We were conversing like old friends now. I put another question.

"Did she seem nervous or upset at all?"

"Not a bit. She was smiling to herself, quiet like, as though she was amused at something. That's why you could have knocked me down with a feather when, the next afternoon, those people came running out calling for the police and saying there'd been murder done. I shall never get over it, and as for setting foot in that house after dark I wouldn't do it, not if it was ever so. Why, I wouldn't even stay here at the lodge, if Sir Eustace hadn't been down on his bended knees to me."

"I thought Sir Eustace Pedler was at Cannes?"

"So he was, miss. He come back to England when he heard the news, and, as to the bended knees, that was a figure of speech, his secretary, Mr. Pagett, having offered us double pay to stay on, and, as my John says, money is money nowadays."

I concurred heartily with John's by no means original remarks.

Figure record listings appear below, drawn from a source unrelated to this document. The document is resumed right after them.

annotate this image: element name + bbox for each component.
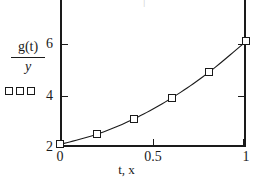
y-tick-4 <box>61 96 68 97</box>
y-tick-4-right <box>238 96 245 97</box>
fraction-bar <box>11 57 45 58</box>
y-tick-6 <box>61 44 68 45</box>
x-tick-1 <box>243 139 244 146</box>
x-tick-0-5 <box>153 139 154 146</box>
right-axis-line <box>244 0 246 147</box>
data-point-marker <box>205 68 213 76</box>
y-axis-label-denominator: y <box>4 59 52 74</box>
y-axis-line <box>60 0 62 147</box>
y-tick-label-6: 6 <box>33 37 53 51</box>
y-tick-label-4: 4 <box>33 89 53 103</box>
x-axis-title: t, x <box>0 163 253 176</box>
data-point-marker <box>56 140 64 148</box>
chart-figure: g(t) y | 6 4 2 0 0.5 1 t, x <box>0 0 253 183</box>
data-point-marker <box>93 130 101 138</box>
data-point-marker <box>242 37 250 45</box>
data-point-marker <box>168 94 176 102</box>
legend-square-marker <box>5 87 13 95</box>
plot-area <box>60 0 246 147</box>
data-point-marker <box>130 115 138 123</box>
legend-square-marker <box>16 87 24 95</box>
x-tick-label-0: 0 <box>45 150 75 164</box>
x-tick-label-0-5: 0.5 <box>138 150 168 164</box>
x-tick-label-1: 1 <box>231 150 253 164</box>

"The young man now," said Mrs. James, reverting suddenly to a former point in the conversation. "He was upset. His eyes, light eyes, they were, I noticed them particular, was all shining. Excited, I thought. But I never dreamt of anything being wrong. Not even when he came out again looking all queer."

"How long was he in the house?"

"Oh, not long, a matter of five minutes maybe."

"How tall was he, do you think? About six foot?"

"I should say so maybe."

"He was clean-shaven, you say?"

"Yes, miss—not even one of these toothbrush moustaches."

"Was his chin at all shiny?" I asked on a sudden impulse.